Yes, there are a lot of things you can share with others, or rely on others for, but this is truly one where the two of you are on your own. Fortunately, Toni and I have been on our own for so much of our relationship already, it's just another part of the journey. One we knew we would have to take. I think we knew that.

Worry

Level 2 Ultrasound today. We will know a lot more today and I am scared. Not as scared as Toni. There's a reassuring voice in my head that tells me everything will be all right, and that voice is called denial. I simply cannot honestly fathom what to do if anything were wrong. So I don't. I acknowledge the possibility but take comfort (perhaps too much comfort) in the odds.

My father was adopted. I wish I'd found out why before I chose to get someone pregnant.

Monday, January 08, 2001

Complication

The new year has brought with it a series of complications and anxieties. Toni had a blood test, a screening test, to determine if there were any major genetic abnormalities with the fetus. She tested negative for Down's Syndrome, but got an abnormal in another part of the test, which could mean a host of things including (but the odds are against it) Spina Bifida.

It wasn't the news so much, she knows that could mean a number of things, including the fact that sh has, for example, twins (something she is almost sure she has thought I feel she is only being fanciful) but the way sh received it was outside the close knit loop we and the midwives have formed, it came from a dupe who works for University Hospitals. Someone mistakenly suggested she was automatically signed up for an amniocentesis test (which, at this stage and at her young age would cause more problems that it would detect, not to mention be traumatic and extremely painful) and anyway Toni had a really lousy Thursday last week.

We have calmed down a little, but the fear that our fetus might be deformed, genetically, has made me separate from it, want not to be too attached. What does Toni think? We haven't discussed it. Abortion is still an option, though a much more difficult one than it would have been even a month ago. She has really begun to grow. Everyone knows we are pregnant, so do we tell them we had to get rid of the "baby"?

I don't even want to think too closely on this, see, it probably isn't necessary but we must think about the worst to be prepared for it. But I want to be close to the baby, singing to it, telling it stories, but then I have already become so attached if anything should go wrong I will be one sad man.

Tuesday, January 02, 2001

Rested

Prince of Wales Hotel - Niagara-On-The-Lake

Delightful night's sleep, almost delirious. I keep waiting to have a real cold but it never comes.
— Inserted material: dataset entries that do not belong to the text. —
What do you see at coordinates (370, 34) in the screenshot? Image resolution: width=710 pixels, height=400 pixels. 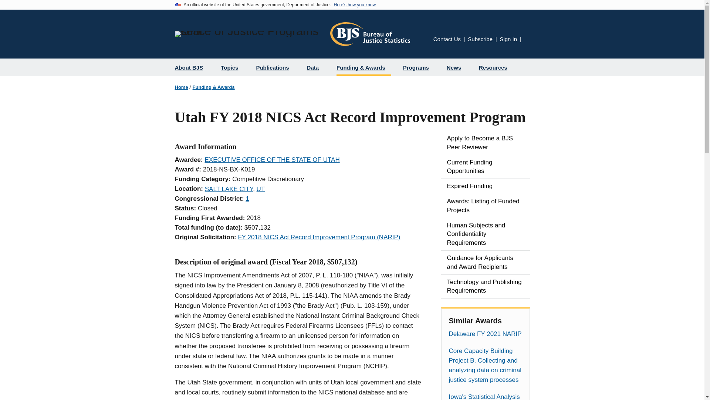 I see `Home` at bounding box center [370, 34].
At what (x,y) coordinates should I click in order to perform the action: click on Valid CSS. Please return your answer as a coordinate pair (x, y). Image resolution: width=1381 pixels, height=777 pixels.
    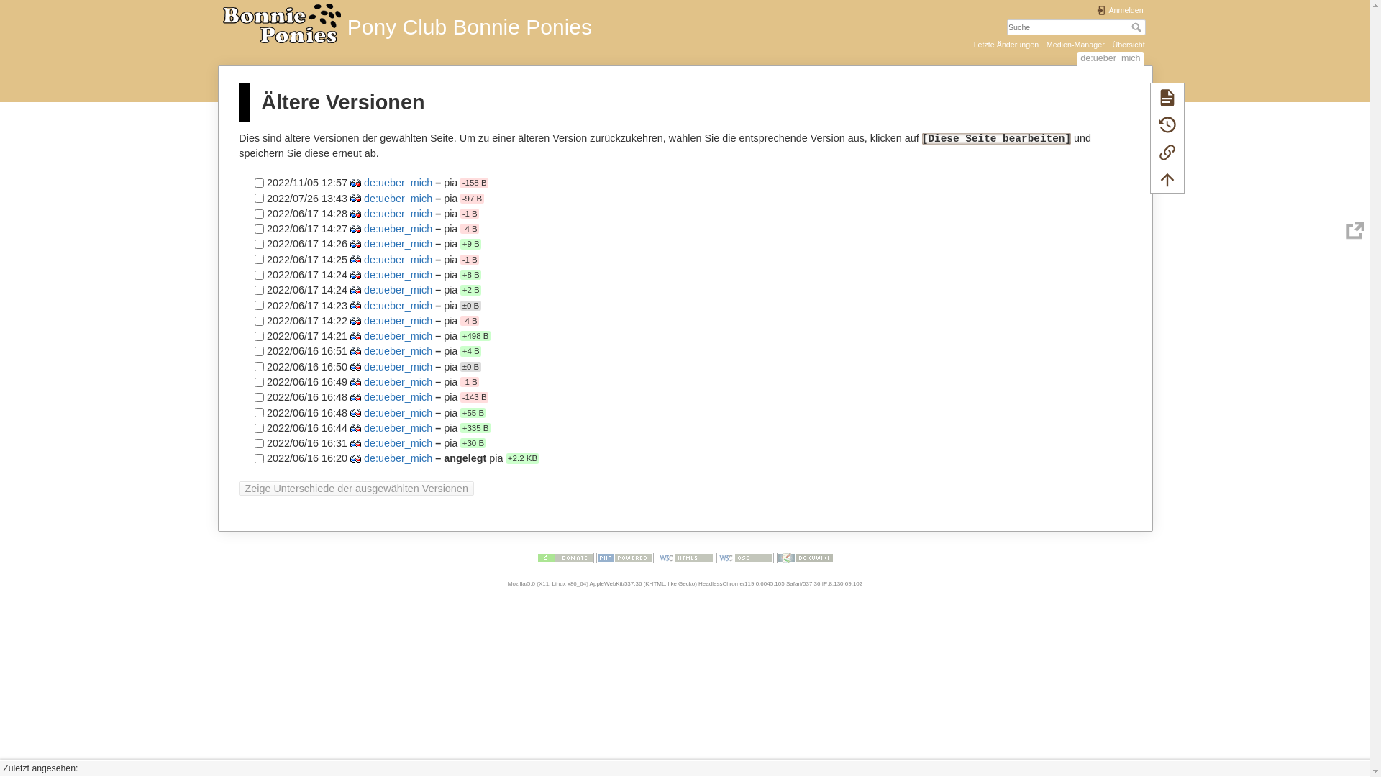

And so, rested (very well rested) Toni and I will return home, ready to tackle the new year with energy. More to do now than ever, including construct a nursery. Not much time for anything else, huh? We shall see ...

Monday, January 01, 2001

She thinks she felt it move.

Happy New Year was spent in bed. After a harrowing, then pleasant time at the Skylon, we figured ringing in the new year in bed, warm and alone was better than doing it in the park with 30,000 others.

I have decided that, of all places here, I severely dislike the Skylon. It was uninviting and cramped. The floors downstairs are bare cement, giving it that Richfield Coliseum feeling, and upstairs, in the tower, JESUS.

We arrived at 8:30 for our 8:30 seating. Actually, we arrived at 8 or so, but it took a wait in line for the elevator to get to the lobby. In the lobby we waited for almost an hour to be seated. Toni was extremely unhappy, with people on all sides, alternately hot and cold, and having to stand.

There was this glad-handing stooge in a yellow turtleneck who cut in line. He emerged from the elevator in the middle of the queue, and never checked to see if that wasn't the wrong place to be. He was from Canton, he owns a Humvee - I'd seen him around town. On these roads, in a HUMMER. What a prick. I hated overhearing his conversations on line. "Solid!"

Our table was a booth, for two, facing out of the tower. So that was good. And the food, though not exemplary, made us very happy. I bought Toni a rose. It was our 12th new year's together. We speculated on future new years. What do you do with a baby?

Toni tells me she thinks she felt it move in the middle of the night.